Most of the countries that invest in the community health worker often find that the nurses are requested, and needed, to play leadership roles, which makes the healthcare system stronger and allows us to manage and close some of the gap in the shortage of health workers.
Some states have worked to close the doctor shortage in rural areas by sharing more clinical tasks with nurse practitioners and physician assistants and empowering them to do more—often with some supervision from a physician who might be remote, or through telehealth.
When care tasks get shared, patients fare better because care comes closer to home: higher access, better quality, lower costs for the healthcare system. If you talk to those who are leading these programs, you’ll find a greater amount of satisfaction and less burnout because doctors can play to the top of their license, nurses can play to the top of their license, and they get to share tasks with others who otherwise wouldn’t be part of the team.
Health equity
Pooja Kumar: Raj, the term “health equity” has been thrown around a lot recently, and maybe even more so coming out of the pandemic. People have very different definitions for what that means, and how we can actually get there. What’s your definition of “health equity”? And what would you point to as one or two things that you think we could be doing differently to achieve equity in how we deliver healthcare?
Raj Panjabi: Whether you’re looking at inequities between urban and rural areas; between Black, Brown, and White people; between education levels or income levels; the rich and the poor—those inequities were growing in many places before the COVID-19 pandemic. And we had a chronic inequity that had an acute-on-chronic event: we had a pandemic emergency on top of inequities that already existed.
There’s no one-size-fits-all solution to inequities. But there are a few principles that I think we can use, and that I’ve seen work. First and foremost is to look beyond our walls: as providers, as health systems leaders. That means looking beyond the walls of your office, the walls of your clinic, the walls of your hospital. That means going to the community to listen and learn, and meeting with community organizations.
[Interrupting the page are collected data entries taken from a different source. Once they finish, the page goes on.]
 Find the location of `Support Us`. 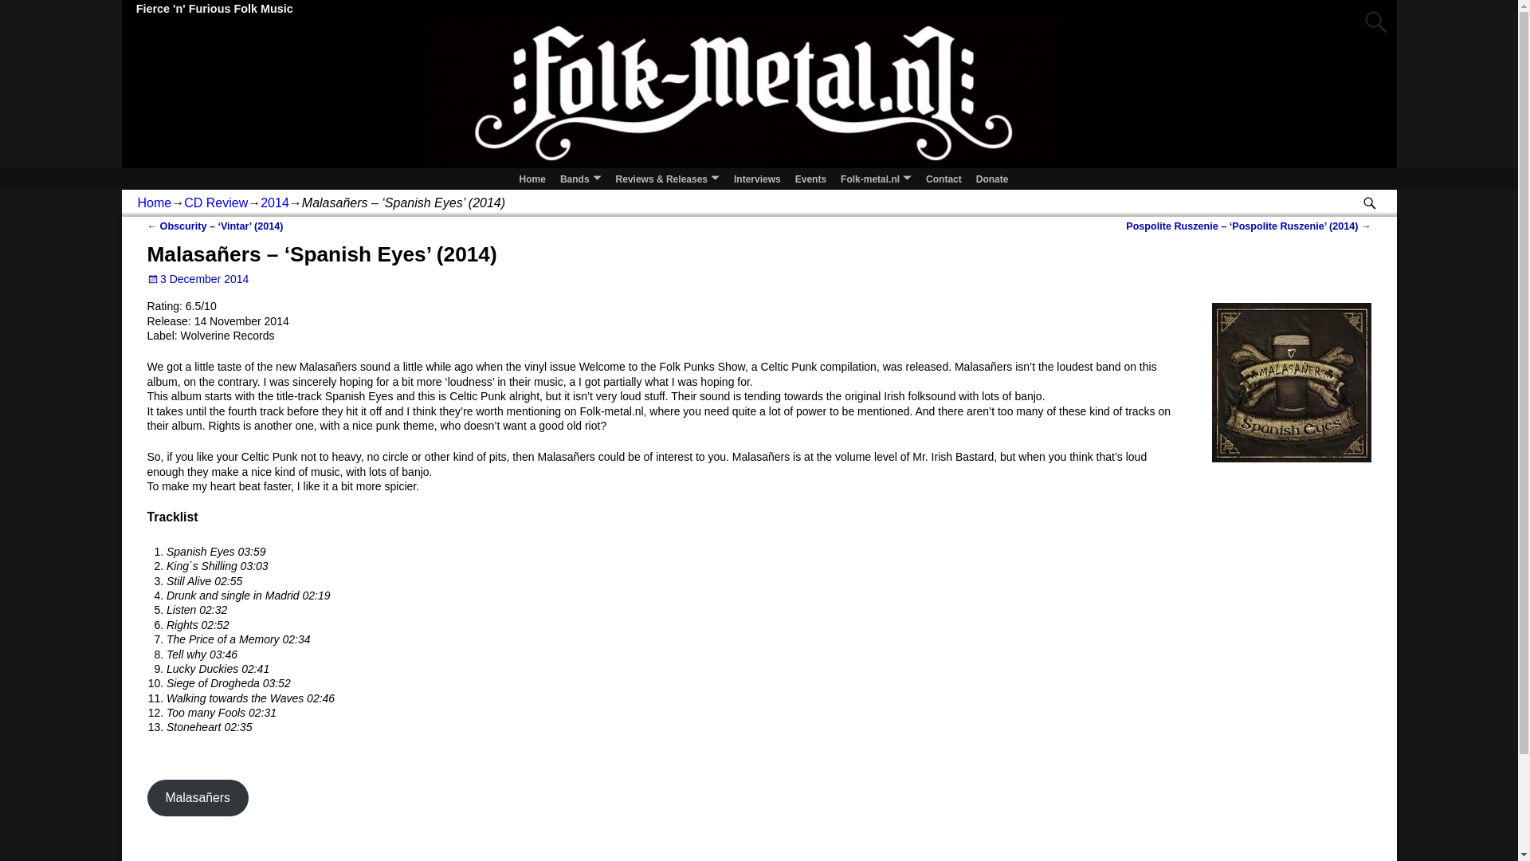

Support Us is located at coordinates (991, 178).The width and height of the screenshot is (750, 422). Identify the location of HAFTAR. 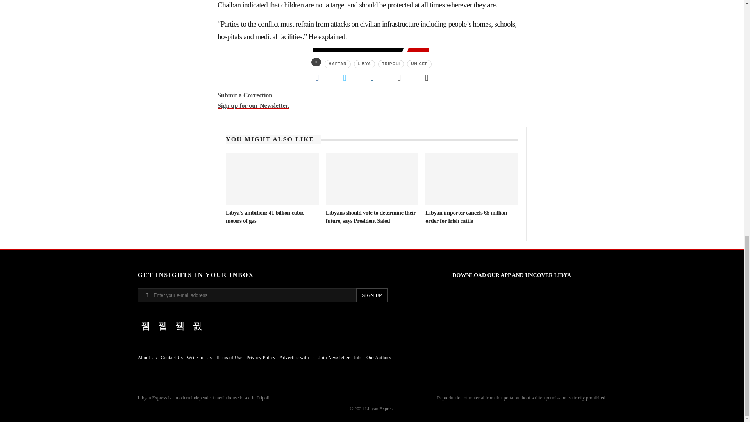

They have the lived experience and expertise and trust of their community.
The second piece is to invest in the people closest to the problem. It means issuing financing grants during a pandemic, as the state of Massachusetts did—not just to the hospital system around the corner to stand up the doctors, nurses, treatments, clinics that we need but also to local community organizations like La Colaborativa, to support them in the work of providing food assistance, of educating their community, of dealing with the social/economic needs in the community when we didn’t have a vaccine. And then giving them a grant when we did have a vaccine to close the gaps in vaccine inequity, and to address the challenge of vaccine hesitancy.
When we’re closing gaps, when we’re trying to address inequities, mistrust is an enemy. Investing in communities, I have found, is an antidote to the plague of mistrust in public health.
The story of healthcare, the story of public health often gets told as if communities are the objects of change: some heroic doctor or healthcare system saves the day. That’s only one part of the narrative. Communities are the subjects—the agents—of change. We’ve got to make care more proximal, public health more proximal. And I think looking beyond our walls, investing in the people closest to the problem, is a big part of that approach.